Lauren Church November 30, 2023

Hi! Thanks in advance for noodling this with me.

I'm doing a basic JSM -> Software Project automation, where tickets come in via the JSM and get handed off to my software project. I have two types of issues being funneled this way -  bugs and stories.

I want to add a label to the new Software Project ticket depending on the issue type.

Right now I have -

When: A new issue is created

Then: Create a new same issue type in (Software Project)

And: Permanently remove this issue

Since the label would be on the newly created ticket... but requires an if->then looking at the issue type, I'm wondering if I need to craft something in JSON? Blarg.

Thanks in advance, Jira nation.

1 answer

1 vote
Michel Neeser
Community Champion
November 30, 2023

Hi @Lauren Church

Something like this should do the trick here:

Automation_-_Jira.png

Please note that it isn't possible to have an IF/ELSE inside a branch, so the workaround with two branches is necessary.

Besides that, please be careful when deleting tickets. If you delete the ticket in your JSM project, it is gone for good and not accessible anymore for agents and customers. Maybe it is a better idea to just link the newly created ticket to the JSM ticket instead of deleting it?

Hope this helps!

Lauren Church December 1, 2023

That does seem super helpful! I started to try this out on my automation, but then ran into this, "Only issues from the above projects will be considered. You can change this restriction in the 'Rule details' section."

I think I understand this - right now this rule is only set to affect the project this ticket is in. If I added the project the tickets move to, I would be allowing only this automation to edit issues from both projects.
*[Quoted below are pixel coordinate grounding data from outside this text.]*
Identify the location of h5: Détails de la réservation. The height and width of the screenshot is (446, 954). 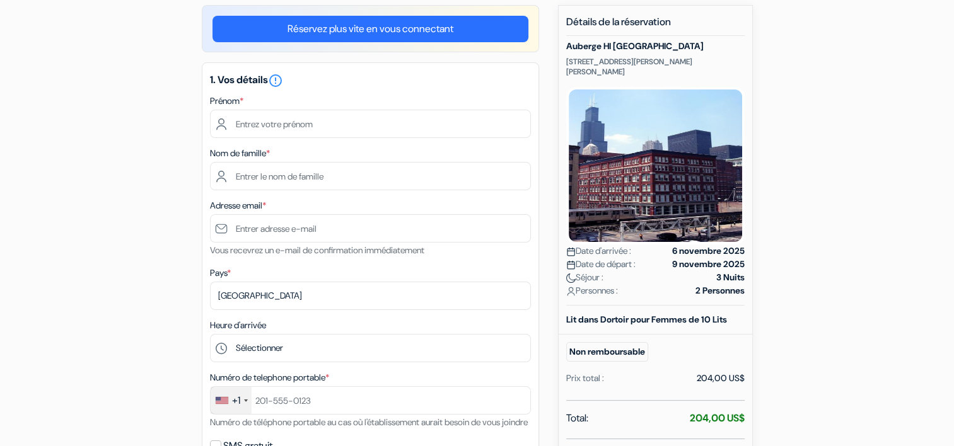
(655, 26).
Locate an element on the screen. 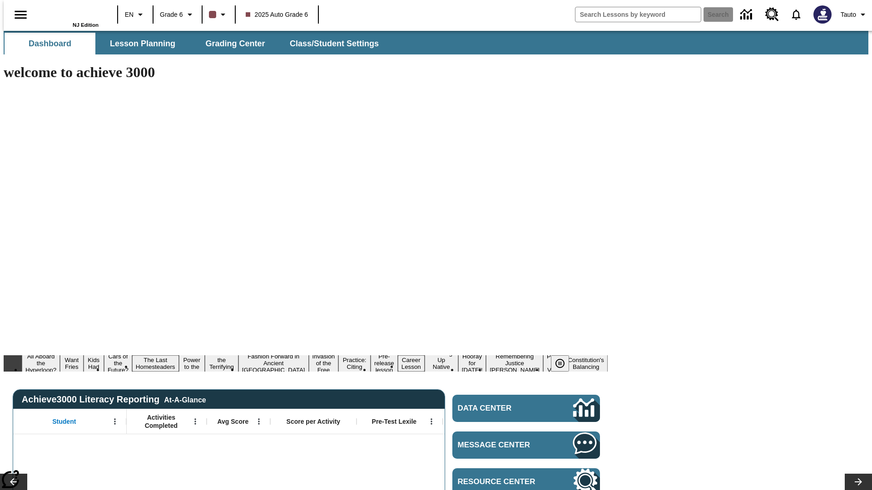 Image resolution: width=872 pixels, height=490 pixels. a: Resource Center, Will open in new tab is located at coordinates (772, 15).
It's one of those things that sounds very straight forward but I just get nervous about making any kind of change to that software project. I can see how using this to add labels necessitates this. But yeah. Just wanting to make sure I ponder all the angles here.

Michel Neeser
Community Champion
December 2, 2023

@Lauren Church If you expand the rule to the other project, this other project will only be affected by the actions defined in your rule. No other actions are executed in the background, so everything is under your control.

Furthermore, Atlassian recently changed how the automation usage is calculated. Previously, it was more difficult to expand an automation rule to multiple projects without hitting a certain limit. Now it no longer matters how many projects are affected by an automation rule, the usage limits are always calculated the same way. You can find more information on this here.